Credit where it’s due: IceRiver was among the manufacturers that made Kaspa ASIC mining accessible to ordinary people, and the KS0 Ultra is a clean execution of that idea — quiet, compact and cheap to run. Read it for what it is: an entry-level, low-power Kaspa miner that earns its place as a learning rig and a quiet hobby unit, with no pretensions to the efficiency or output of the big iron higher up the stack. That is exactly the honest frame we’d want set before you buy or before you bring one to us for repair.
Comparer le Iceriver KAS KS0 Ultra
Foire aux questions
What are the current mining economics for the Iceriver KAS KS0 Ultra?
At $0.07/kWh, the Iceriver KAS KS0 Ultra currently shows an estimated daily net cost of $0.16 before pool fees and hardware cost. Lower electricity rates, network changes, BTC price changes, or useful heat recovery can change the result.
Can I mine Bitcoin at home with the Iceriver KAS KS0 Ultra?

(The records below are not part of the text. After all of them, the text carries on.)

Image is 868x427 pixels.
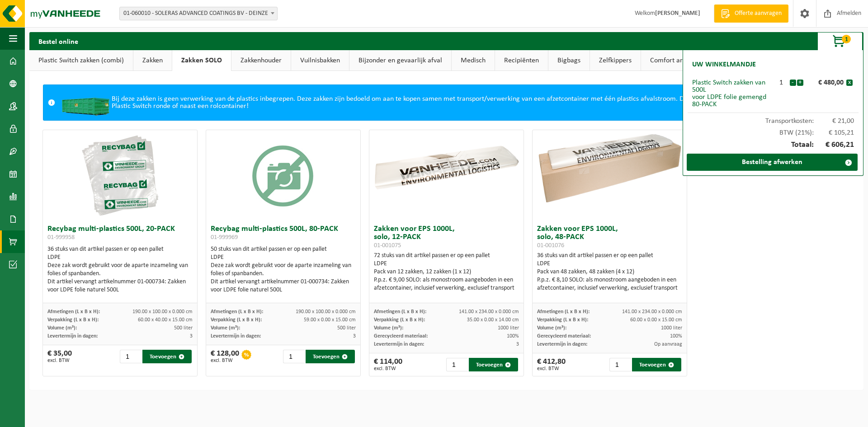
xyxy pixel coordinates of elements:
span: Verpakking (L x B x H): [374,317,425,323]
span: 35.00 x 0.00 x 14.00 cm [467,317,519,323]
span: 190.00 x 100.00 x 0.000 cm [296,309,356,315]
h2: Uw winkelmandje [688,55,760,74]
span: 60.00 x 0.00 x 15.00 cm [631,317,683,323]
span: 01-001076 [537,242,564,249]
button: Toevoegen [142,350,192,363]
div: LDPE [374,260,519,268]
div: LDPE [537,260,683,268]
input: 1 [610,358,631,372]
span: Volume (m³): [211,325,240,331]
img: HK-XC-20-GN-00.png [60,90,111,116]
div: Pack van 48 zakken, 48 zakken (4 x 12) [537,268,683,276]
div: € 412,80 [537,358,566,372]
div: Deze zak wordt gebruikt voor de aparte inzameling van folies of spanbanden. [48,262,193,278]
div: Dit artikel vervangt artikelnummer 01-000734: Zakken voor LDPE folie naturel 500L [211,278,356,294]
span: Offerte aanvragen [732,9,784,18]
div: Pack van 12 zakken, 12 zakken (1 x 12) [374,268,519,276]
span: Levertermijn in dagen: [48,334,97,339]
span: Levertermijn in dagen: [211,334,261,339]
span: 500 liter [337,325,356,331]
div: € 114,00 [374,358,403,372]
span: excl. BTW [48,358,72,363]
span: Volume (m³): [374,325,403,331]
span: 500 liter [174,325,193,331]
span: Verpakking (L x B x H): [211,317,262,323]
h2: Bestel online [29,32,87,50]
div: BTW (21%): [688,125,858,137]
span: 1 [842,35,851,44]
span: 01-999969 [211,234,238,241]
span: excl. BTW [211,358,239,363]
span: 100% [507,334,519,339]
input: 1 [446,358,468,372]
button: Toevoegen [469,358,518,372]
img: 01-001076 [533,130,687,207]
span: excl. BTW [374,366,403,372]
span: Gerecycleerd materiaal: [537,334,591,339]
div: Totaal: [688,137,858,154]
button: + [797,79,804,86]
span: 01-001075 [374,242,401,249]
button: 1 [818,32,863,50]
a: Zelfkippers [590,50,641,71]
div: 1 [773,79,790,86]
span: 3 [190,334,193,339]
span: Levertermijn in dagen: [537,341,587,347]
strong: [PERSON_NAME] [655,10,701,17]
span: 190.00 x 100.00 x 0.000 cm [133,309,193,315]
input: 1 [283,350,304,363]
span: 01-060010 - SOLERAS ADVANCED COATINGS BV - DEINZE [119,7,278,20]
a: Comfort artikelen [641,50,711,71]
div: LDPE [48,254,193,262]
a: Recipiënten [495,50,548,71]
a: Medisch [452,50,494,71]
span: 60.00 x 40.00 x 15.00 cm [138,317,193,323]
img: 01-999969 [238,130,328,220]
span: € 105,21 [814,129,855,137]
span: € 21,00 [814,118,855,125]
div: Bij deze zakken is geen verwerking van de plastics inbegrepen. Deze zakken zijn bedoeld om aan te... [60,85,832,120]
span: Verpakking (L x B x H): [537,317,589,323]
span: Gerecycleerd materiaal: [374,334,428,339]
div: Dit artikel vervangt artikelnummer 01-000734: Zakken voor LDPE folie naturel 500L [48,278,193,294]
button: x [847,79,853,86]
div: Plastic Switch zakken van 500L voor LDPE folie gemengd 80-PACK [692,79,773,108]
input: 1 [120,350,141,363]
h3: Zakken voor EPS 1000L, solo, 12-PACK [374,225,519,250]
span: Verpakking (L x B x H): [48,317,99,323]
h3: Recybag multi-plastics 500L, 20-PACK [48,225,193,243]
span: 59.00 x 0.00 x 15.00 cm [304,317,356,323]
a: Zakkenhouder [231,50,291,71]
span: excl. BTW [537,366,566,372]
img: 01-001075 [370,130,524,207]
h3: Zakken voor EPS 1000L, solo, 48-PACK [537,225,683,250]
span: 100% [670,334,683,339]
span: Afmetingen (L x B x H): [374,309,426,315]
div: 36 stuks van dit artikel passen er op een pallet [48,245,193,294]
a: Offerte aanvragen [714,4,788,22]
div: € 128,00 [211,350,239,363]
span: Levertermijn in dagen: [374,341,424,347]
span: Volume (m³): [48,325,77,331]
div: 36 stuks van dit artikel passen er op een pallet [537,252,683,292]
span: 01-999958 [48,234,74,241]
div: P.p.z. € 9,00 SOLO: als monostroom aangeboden in een afzetcontainer, inclusief verwerking, exclus... [374,276,519,292]
h3: Recybag multi-plastics 500L, 80-PACK [211,225,356,243]
span: € 606,21 [814,141,855,149]
div: € 35,00 [48,350,72,363]
a: Plastic Switch zakken (combi) [29,50,133,71]
a: Bijzonder en gevaarlijk afval [349,50,451,71]
span: Afmetingen (L x B x H): [211,309,263,315]
img: 01-999958 [74,130,165,220]
button: Toevoegen [306,350,355,363]
span: Afmetingen (L x B x H): [48,309,100,315]
span: 141.00 x 234.00 x 0.000 cm [459,309,519,315]
span: 3 [353,334,356,339]
button: - [790,79,796,86]
div: € 480,00 [806,79,847,86]
div: 72 stuks van dit artikel passen er op een pallet [374,252,519,292]
span: Afmetingen (L x B x H): [537,309,590,315]
span: 3 [516,341,519,347]
div: Deze zak wordt gebruikt voor de aparte inzameling van folies of spanbanden. [211,262,356,278]
span: 01-060010 - SOLERAS ADVANCED COATINGS BV - DEINZE [120,7,277,20]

Yes, the Iceriver KAS KS0 Ultra scores 100/100 for home mining viability. It produces 35 dB of noise and draws 100W. It is suitable for home environments with appropriate placement considerations.
Can the Iceriver KAS KS0 Ultra heat my home?
The Iceriver KAS KS0 Ultra outputs approximately 341 BTU/hr of heat. For reference, a typical space heater produces 5,000-5,500 BTU/hr. All electrical energy consumed by the miner is converted to heat, making it 100% efficient as a heater. D-Central offers Bitcoin Space Heater builds designed specifically for home heating integration.
What power supply does the Iceriver KAS KS0 Ultra need?
The Iceriver KAS KS0 Ultra draws 100W of power. You need a power supply rated for at least 110W with appropriate voltage (200-240V AC). D-Central stocks compatible power supplies in our shop. Always use a quality PSU from a reputable manufacturer to protect the miner and wiring.